Out-Law News 2 min. read

Sienna Miller claims topless pics breached her privacy


Sienna Miller is suing the News of the World over the publication of pictures of her topless on holiday with her then-boyfriend, the married oil heir Balthazar Getty.

Advert: free OUT-LAW Breakfast Seminars - 1. Making your contract work: pitfalls and best practices; 2. Transferring data: the information security issuesMiller is claiming that the publication of the pictures violated her right to privacy and breached her confidence. Reports suggest she is demanding £100,000 in damages. Her lawyers in the matter, Carter-Ruck, did not respond to a request for comment.

Miller was pictured on a yacht off Italy's Amalfi coast with Getty, who is married with four children. She claims that the publication invaded her privacy, but privacy law expert William Malcolm of Pinsent Masons, the law firm behind OUT-LAW.COM, said that the question of invasion of privacy was highly dependent on the specific circumstances of the taking of a picture.

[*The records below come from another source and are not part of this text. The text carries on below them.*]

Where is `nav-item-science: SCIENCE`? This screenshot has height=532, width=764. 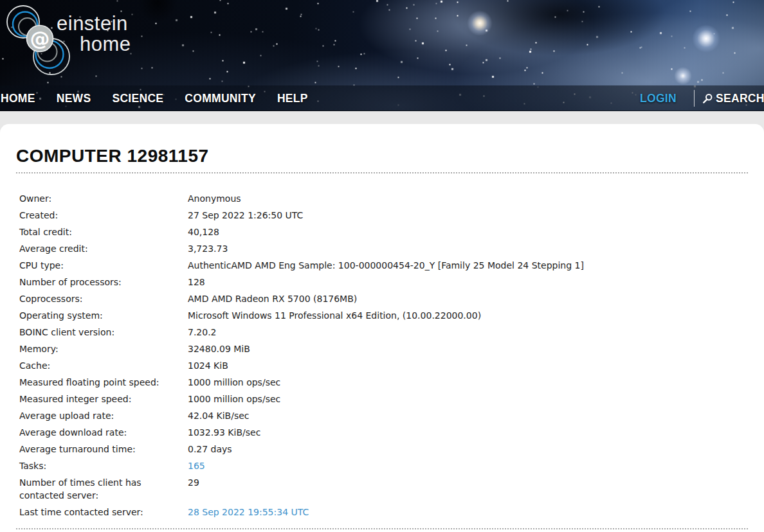 nav-item-science: SCIENCE is located at coordinates (138, 98).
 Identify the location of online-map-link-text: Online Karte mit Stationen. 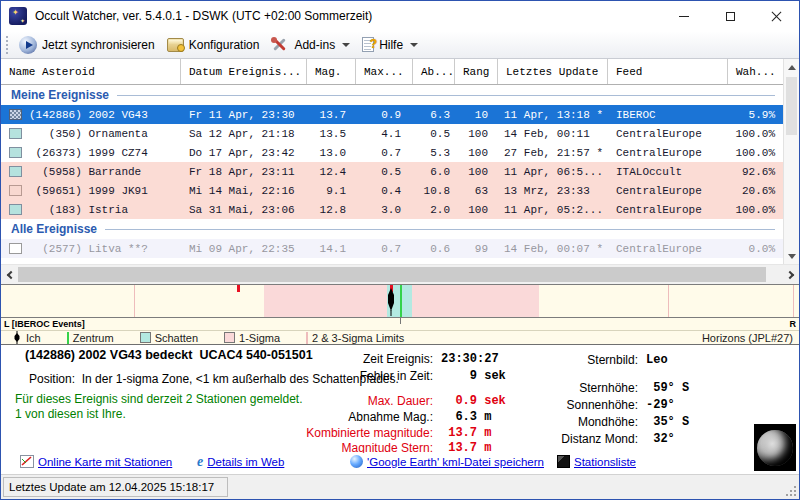
(105, 462).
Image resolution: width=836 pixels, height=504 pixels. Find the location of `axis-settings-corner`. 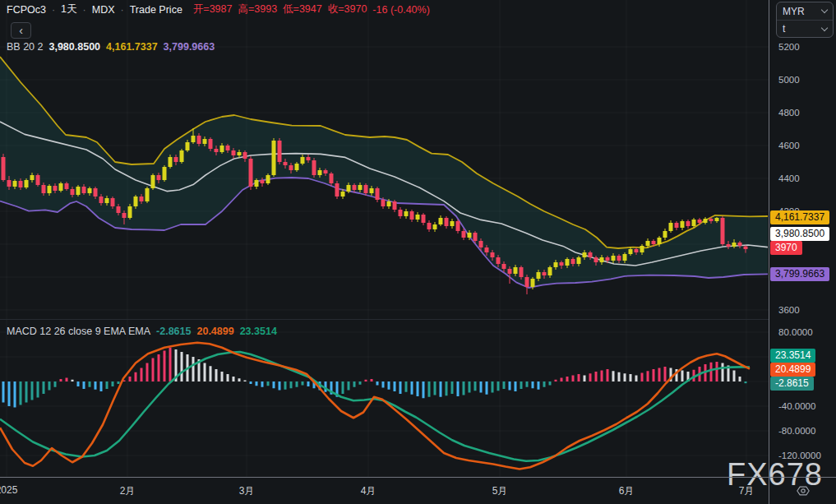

"Sienna Miller's case will come down to whether or not the court considers that the photographs were taken in a place where she had a reasonable expecation of privacy," he said.

"Taking photographs with a telephoto lens on a private yacht is akin to transgressing into a private area such as a home or garden, where confidentiality is expected," he said.

Malcolm said, though, that such an expectation would not necessarily be reasonable on the same yacht if it was moored close to shore next to many other vessels.

Other locations would be less likely to be treated as private, he said. "One can liken a public beach to a public street," he said. "A court would be reluctant to offer celebrities protection unless there were particular circumstances."

Miller accepted the offer of a settlement payout earlier this week from the Daily Star. It had published a photograph which it admitted showed her being harassed by paparazzi photographers. She accepted £15,000 in damages plus her costs, plus the publication of an apology in the newspaper.

That apology read: "We accept, as we said in the article, that Ms Miller was extremely harassed and distressed by persistent pursuit and intimidating tactics adopted by numerous paparazzi in seeking to obtain photographs of her, including the very photograph that we published. We apologise to Sienna for publishing this photograph."

Miller is the latest celebrity to seek protection for her privacy in the courts. English law has traditionally had no law of privacy, though a number of rulings based on the law of confidentiality and on article eight of the European Convention on Human Rights have strengthened privacy protection. That article of the Convention protects a citizen's right to a private and family life.

Author JK Rowling took a case against a newspaper and a photography agency over a picture of her family on the street. The Court of Appeal ruled this year that people enjoy the protection of the Convention wherever they have a reasonable expectation of privacy, and that that could happen in ordinary situations, such as on the street.

Another law that celebrities might use to protect their privacy is the law of confidence. The House of Lords ruled in 2007 that a photographer who took secret photographs of the wedding of film stars Catherine Zeta Jones and Michael Douglas had breached a duty of confidence that extended to all those attending the wedding. The photographer sold the pictures to Hello! magazine, while OK! magazine had paid £1 million for the right to publish pictures of the event.

"The point of which one should never lose sight is that OK! had paid £1m for the benefit of the obligation of confidence imposed upon all those present at the wedding in respect of any photographs of the wedding. That was quite clear," said Lord Hoffman in that case's ruling.